“Israelite prohibitions. Economic and legal research on the prohibition of property for Jews” (Interdizioni israelitiche), translated from Italian by Arnaud Clément, Conference, “Letters from Italy & Teamim”, 238 p., €21.
“Psychology of associated minds” (Psicologica delle lied associate), translated from Italian by Christophe Carraud, Lecture, “Lettres d’Italie”, 222 p., €21.
Apart from Giambattista Vico (1668-1744), considered the inventor of the philosophy of history, or the communist Antonio Gramsci (1891-1937), few Italian philosophers have enjoyed a French reception comparable to that of their peers. Germans. It would, however, be very wrong to believe that, wedged between the ancient or papal heritage and fascism, modern Italian thought would have produced only followers or epigones.
With Carlo Cattaneo (1801-1869) – a classic in the Peninsula, unknown to us – we discover a leading thinker thanks to the simultaneous publication, by Conférence editions, of an unpublished collection of texts from the years 1863 to 1866 , Psychology of associated spiritsand an 1837 essay, Israelite prohibitionswhich follows the publication, in 2021, ofIndia, China, Mexico. philosophy of history. In 19th century Lombardye century, long under Austrian domination, there were liberals, republicans and secularists, who not only brandished the standard of the Enlightenment (Illuminismo) but already envisaged, as federalists, the future unity of a Europe whose tendency was then, on the contrary, to exalt nationalities.
Carlo Cattaneo is indeed, with the Genoese Giuseppe Mazzini (1805-1872), one of the figures of the Risorgimento (Italian unification). Actor of the insurrectional and republican “five days” of Milan, in March 1848, he experienced a long exile in the region of Lugano (Italian-speaking Switzerland), where he taught philosophy, while being a critical admirer of the Swiss model. As the philosopher Serge Audier, collaborator of the “World of Books” and good connoisseur of the Italian scene, says, “He is a democrat and a decentralizer; a sort of liberal who insists on the share of the masses in citizenship”. After 1945, he recalls, the left-wing philosopher Norberto Bobbio (1909-2004) made him a figurehead.
Christophe Carraud, who directs Conference editions, compiled this French version from the Italian critical edition, and translated two of the three volumes. On this occasion, he reinstated some censored passages in the first posthumous Italian edition of philosophy of history (1942) because these passed badly in the country of Mussolini and racial laws. For example, the one where Cattaneo laments as an archaism “the legal disparity in which Israelites and Christians still live among us”.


_DIRECTIONS FOR THIS TASK_. As you look over the data below, please find each line where the word "base" appears, then copy it.

_DATA TO EXAMINE_.
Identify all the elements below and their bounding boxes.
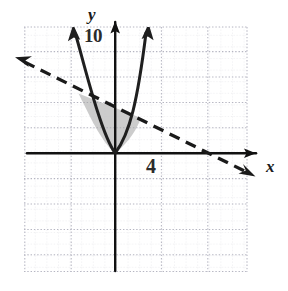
x-axis-label: x: [266, 158, 275, 175]
math-figure: y x 10 4: [0, 0, 288, 291]
graph-canvas: [0, 0, 288, 291]
y-axis-label: y: [88, 6, 96, 23]
y-axis-tick-label-10: 10: [84, 26, 102, 45]
grid: [24, 27, 248, 272]
x-axis-tick-label-4: 4: [146, 156, 156, 176]
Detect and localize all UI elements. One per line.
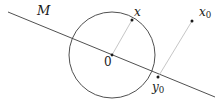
label-point-x0-subscript: 0	[206, 10, 212, 20]
label-point-x0: x0	[199, 6, 211, 20]
point-x0-dot	[191, 20, 194, 23]
label-point-y0-subscript: 0	[159, 85, 165, 95]
projection-segment-y0-to-x0	[158, 21, 192, 77]
point-y0-dot	[157, 76, 160, 79]
radius-segment-center-to-x	[112, 20, 132, 55]
diagram-canvas	[0, 0, 222, 105]
label-point-x: x	[134, 6, 141, 18]
label-circle-center: 0	[104, 56, 112, 68]
label-point-y0-base: y	[152, 80, 159, 94]
label-line-m: M	[37, 4, 50, 17]
label-point-y0: y0	[152, 81, 164, 95]
label-point-x0-base: x	[199, 5, 206, 19]
geometry-diagram: M x x0 y0 0	[0, 0, 222, 105]
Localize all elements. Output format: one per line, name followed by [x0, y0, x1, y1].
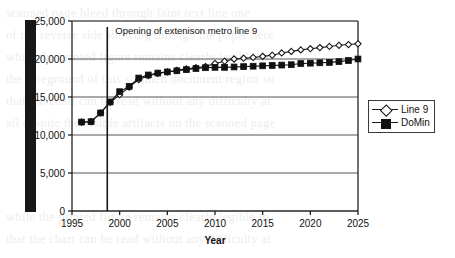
data-point-marker-domin	[336, 59, 342, 65]
legend-label-line9: Line 9	[401, 104, 428, 115]
data-point-marker-domin	[231, 64, 237, 70]
data-point-marker-domin	[307, 60, 313, 66]
y-axis-tick-label: 0	[59, 206, 65, 217]
data-point-marker-domin	[136, 75, 142, 81]
data-point-marker-domin	[184, 67, 190, 73]
data-point-marker-domin	[269, 63, 275, 69]
chart-figure: scanned page bleed through faint text li…	[0, 0, 455, 258]
x-axis-tick-label: 2005	[156, 218, 179, 229]
x-axis-tick-label: 1995	[61, 218, 84, 229]
data-point-marker-domin	[145, 72, 151, 78]
y-axis-tick-label: 5,000	[40, 168, 65, 179]
chart-legend: Line 9 DoMin	[368, 100, 435, 133]
series-line-line9	[82, 44, 358, 122]
data-point-marker-domin	[327, 60, 333, 66]
data-point-marker-line9	[288, 48, 294, 54]
data-point-marker-line9	[317, 45, 323, 51]
data-point-marker-line9	[336, 42, 342, 48]
y-axis-tick-label: 20,000	[34, 54, 65, 65]
data-point-marker-domin	[288, 62, 294, 68]
data-point-marker-line9	[250, 54, 256, 60]
data-point-marker-line9	[326, 43, 332, 49]
data-point-marker-line9	[298, 47, 304, 53]
x-axis-title: Year	[204, 235, 225, 246]
data-point-marker-line9	[279, 50, 285, 56]
data-point-marker-domin	[155, 70, 161, 76]
data-point-marker-domin	[212, 64, 218, 70]
series-line-domin	[82, 59, 358, 122]
x-axis-tick-label: 2015	[252, 218, 275, 229]
data-point-marker-domin	[117, 89, 123, 95]
open-diamond-marker-icon	[372, 104, 398, 115]
data-point-marker-line9	[355, 41, 361, 47]
x-axis-tick-label: 2000	[109, 218, 132, 229]
x-axis-tick-label: 2025	[347, 218, 370, 229]
y-axis-tick-label: 25,000	[34, 16, 65, 27]
data-point-marker-line9	[241, 55, 247, 61]
data-point-marker-domin	[79, 119, 85, 125]
legend-label-domin: DoMin	[401, 117, 430, 128]
data-point-marker-domin	[193, 66, 199, 72]
data-point-marker-line9	[269, 52, 275, 58]
data-point-marker-domin	[346, 58, 352, 64]
data-point-marker-domin	[126, 83, 132, 89]
data-point-marker-line9	[307, 46, 313, 52]
data-point-marker-domin	[164, 69, 170, 75]
annotation-label: Opening of extenison metro line 9	[115, 25, 257, 36]
x-axis-tick-label: 2020	[299, 218, 322, 229]
data-point-marker-domin	[203, 65, 209, 71]
legend-item-line9[interactable]: Line 9	[372, 103, 430, 116]
filled-square-marker-icon	[372, 117, 398, 128]
data-point-marker-domin	[98, 110, 104, 116]
data-point-marker-domin	[107, 99, 113, 105]
data-point-marker-domin	[317, 60, 323, 66]
data-point-marker-line9	[231, 56, 237, 62]
data-point-marker-line9	[345, 41, 351, 47]
x-axis-tick-label: 2010	[204, 218, 227, 229]
data-point-marker-domin	[222, 64, 228, 70]
data-point-marker-domin	[241, 64, 247, 70]
data-point-marker-domin	[174, 68, 180, 74]
data-point-marker-domin	[260, 63, 266, 69]
legend-item-domin[interactable]: DoMin	[372, 116, 430, 129]
data-point-marker-domin	[298, 61, 304, 67]
data-point-marker-domin	[279, 62, 285, 68]
data-point-marker-domin	[88, 119, 94, 125]
y-axis-tick-label: 15,000	[34, 92, 65, 103]
data-point-marker-domin	[250, 63, 256, 69]
data-point-marker-domin	[355, 56, 361, 62]
y-axis-tick-label: 10,000	[34, 130, 65, 141]
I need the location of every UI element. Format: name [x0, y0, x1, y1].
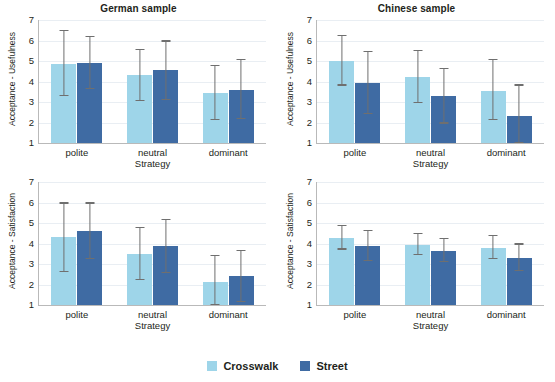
bar-wrapper [203, 182, 228, 305]
panel-chinese-usefulness: Chinese sample Acceptance - Usefulness 1… [278, 0, 555, 172]
error-bar-cap-upper [211, 255, 220, 256]
bar-wrapper [329, 182, 354, 305]
error-bar-cap-upper [161, 40, 170, 41]
error-bar-cap-lower [237, 301, 246, 302]
error-bar [63, 31, 64, 96]
y-axis-tick-label: 6 [307, 198, 312, 208]
error-bar-cap-lower [135, 279, 144, 280]
error-bar-cap-lower [161, 99, 170, 100]
y-axis-tick-label: 4 [29, 239, 34, 249]
error-bar-cap-upper [439, 238, 448, 239]
bar-group: polite [39, 182, 115, 305]
x-axis-tick-label: neutral [393, 309, 469, 320]
bar-wrapper [77, 20, 102, 143]
error-bar [63, 204, 64, 273]
bar-group: neutralStrategy [393, 20, 469, 143]
bar-group: neutralStrategy [393, 182, 469, 305]
y-axis-tick-label: 3 [307, 97, 312, 107]
legend-item-crosswalk[interactable]: Crosswalk [207, 360, 278, 372]
y-axis-tick-label: 3 [29, 97, 34, 107]
bar-wrapper [481, 182, 506, 305]
error-bar [367, 231, 368, 261]
error-bar-cap-lower [237, 118, 246, 119]
x-axis-label: Strategy [393, 158, 469, 169]
error-bar [139, 228, 140, 280]
legend-item-street[interactable]: Street [300, 360, 347, 372]
error-bar [215, 66, 216, 120]
bar-wrapper [127, 182, 152, 305]
y-axis-tick-label: 5 [307, 218, 312, 228]
error-bar [417, 51, 418, 103]
error-bar-cap-upper [59, 202, 68, 203]
y-axis-tick-label: 6 [29, 36, 34, 46]
bar-wrapper [481, 20, 506, 143]
bar-group: polite [39, 20, 115, 143]
y-axis-tick-label: 3 [29, 259, 34, 269]
legend-swatch-crosswalk [207, 361, 217, 371]
bar-wrapper [51, 20, 76, 143]
bar-groups: politeneutralStrategydominant [317, 20, 544, 143]
error-bar [443, 239, 444, 262]
y-axis-tick-label: 2 [29, 280, 34, 290]
error-bar-cap-lower [85, 88, 94, 89]
error-bar [519, 245, 520, 272]
error-bar [519, 86, 520, 143]
bar-wrapper [329, 20, 354, 143]
y-axis-tick-label: 7 [29, 15, 34, 25]
error-bar-cap-upper [489, 59, 498, 60]
legend-label: Crosswalk [223, 360, 278, 372]
error-bar-cap-upper [413, 50, 422, 51]
bar-wrapper [507, 182, 532, 305]
error-bar-cap-upper [489, 235, 498, 236]
error-bar [493, 60, 494, 120]
x-axis-tick-label: polite [39, 147, 115, 158]
error-bar-cap-upper [337, 35, 346, 36]
error-bar-cap-upper [237, 250, 246, 251]
error-bar-cap-lower [515, 142, 524, 143]
y-axis-label: Acceptance - Usefulness [6, 18, 18, 140]
x-axis-tick-label: polite [39, 309, 115, 320]
bar-group: polite [317, 182, 393, 305]
error-bar [367, 52, 368, 115]
error-bar-cap-upper [211, 65, 220, 66]
panel-german-satisfaction: German sample Acceptance - Satisfaction … [0, 172, 277, 344]
error-bar-cap-lower [489, 119, 498, 120]
bar-group: dominant [468, 182, 544, 305]
error-bar-cap-lower [59, 95, 68, 96]
error-bar [241, 251, 242, 302]
error-bar-cap-lower [515, 270, 524, 271]
plot-area: 1234567politeneutralStrategydominant [38, 182, 266, 306]
error-bar-cap-lower [413, 254, 422, 255]
error-bar-cap-lower [439, 122, 448, 123]
x-axis-tick-label: dominant [190, 147, 266, 158]
error-bar-cap-upper [135, 227, 144, 228]
y-axis-tick-label: 7 [307, 177, 312, 187]
bar-wrapper [431, 182, 456, 305]
error-bar-cap-lower [337, 84, 346, 85]
bar-group: polite [317, 20, 393, 143]
y-axis-tick-label: 4 [307, 239, 312, 249]
x-axis-tick-label: neutral [115, 309, 191, 320]
bar-wrapper [229, 182, 254, 305]
x-axis-tick-label: dominant [468, 309, 544, 320]
x-axis-tick-label: polite [317, 309, 393, 320]
bar-wrapper [507, 20, 532, 143]
y-axis-tick-label: 1 [307, 138, 312, 148]
y-axis-tick-label: 2 [29, 118, 34, 128]
y-axis-tick-label: 4 [307, 77, 312, 87]
y-axis-tick-label: 4 [29, 77, 34, 87]
bar-wrapper [431, 20, 456, 143]
bar-group: dominant [468, 20, 544, 143]
error-bar [241, 60, 242, 119]
error-bar [89, 204, 90, 259]
y-axis-label: Acceptance - Satisfaction [6, 180, 18, 302]
bar-wrapper [355, 20, 380, 143]
x-axis-tick-label: dominant [190, 309, 266, 320]
error-bar [341, 36, 342, 85]
error-bar [89, 37, 90, 88]
error-bar-cap-upper [85, 36, 94, 37]
panel-german-usefulness: German sample Acceptance - Usefulness 12… [0, 0, 277, 172]
error-bar-cap-lower [59, 271, 68, 272]
error-bar-cap-lower [211, 304, 220, 305]
bar-group: neutralStrategy [115, 182, 191, 305]
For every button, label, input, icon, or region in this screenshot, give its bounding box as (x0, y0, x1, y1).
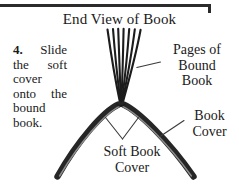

_RESULT OF THE EXERCISE_.
label-point-y0-base: y	[152, 80, 159, 94]
label-point-x0-base: x	[199, 5, 206, 19]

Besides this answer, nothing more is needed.